Greer came down with a cold before the last of her sick days from work were spent. She sneezed viciously and slathered Vicks on her neck. A flurry of postcards arrived:

Place a large pot over medium high heat and coat with olive oil.

Add carrots, potato, celery, onion, garlic, thyme, and bay leaf.

Pour in two quarts of chicken stock (homemade or store bought).

“What the hell?” Greer said. “Am I making soup?”

I care about you.

“I care about you,” Lucien said. “I miss your hand in my pocket, your ugly brown scarf, how the corners of your mouth turned down. It annoyed me then, but I miss it now.”

“I miss you too,” Greer said.

“But to be honest, things aren’t looking good. I’m in a bad way — straits are dire.”

“How dire?”

“It’s darker, losing color. I keep getting turned around and the mud is rising. The stars are closing in. I’m losing bone mass at an alarming rate and sometimes I can’t tell if I’m walking or being walked. I search for hours before finding any quarters to call, let alone a payphone.”

“Is it everything,” Greer’s eyes closed, “you thought it would be?”

“I can’t hear you.” Lucien said, voice trailing off. “Wait for me.”

“I have to go back to work soon. I have to make a living and do things, live.”

“I’ll call you back,” he said. “I made it here. I’ll make it back somehow — I swear.”

I care about you and your red, dry nose. I wish I knew more about you.

“They put me in a sort of dormitory, a prison,” Lucien said. “It’s my last call.”

“Is it awful?”

“It was okay before I got a roommate. I’ve never seen his face and when I tried to speak to him he started spinning. He eats pieces of his own skin.”

I want you to enjoy yourself. Take this coupon for a discounted massage. Ask for Brenda — she’s the best.

“He kept spinning and then I realized I was the one spinning, or we both were.”

I want to see you when you can see me, and see you seeing me see you.

“I’ve forgotten what I wanted.”

I’ll be there if you’ll be there tomorrow, on your building’s front stoop.

“I promise I’ll get out of here and meet you at your apartment,” Lucien said, “tomorrow.”

Greer called George. “I’m so tired.”

“Let’s get coffee tomorrow,” he said. “Get you out of there.”

Greer sat on her front stoop, walked around the block, sat again.
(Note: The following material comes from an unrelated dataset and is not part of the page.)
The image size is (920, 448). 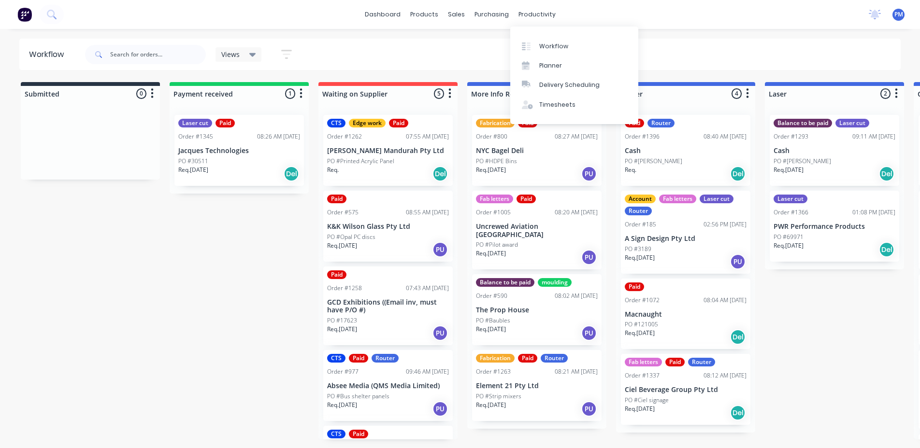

Deafening thuds from the can factory, like a giant approaching. People, cars, dogs. Greer wasn’t sure who it would be coming to see her, or who she wanted it to be. With her bare eyes she could follow the cracks in the pavement, little weeds sprouting, the words “screw you” swiped through the dust on the back windows of a van. She could make out every detail before her, and yet she couldn’t see in advance what might happen before it did.

She put on her old glasses, distorting the vision of her corrected eyes, and a man rounded the corner at the end of the street. Panic clotted in her chest. Should she go upstairs? Should she lock herself in the bathroom? Would men call her phone and slip her messages under the door, and would she flush them down the toilet forever?

His strides quickened and she couldn’t tell who it was, couldn’t yet see. He blurred into the background like a photograph rubbed with sand, like the moment before a stranger’s face becomes familiar, or when a face, once dear, is forgotten.

A couple on the sidewalk parts to let the man pass. He walks with small, springy steps, his posture upright — she doesn’t know him, she is sure. A part of Greer’s life is over. Her heart is a door slamming shut. And yet the man is walking right to her, his pace slowing as he approaches, as though he knows it will be difficult for both of them, but they would do it, they would try to say, Hello.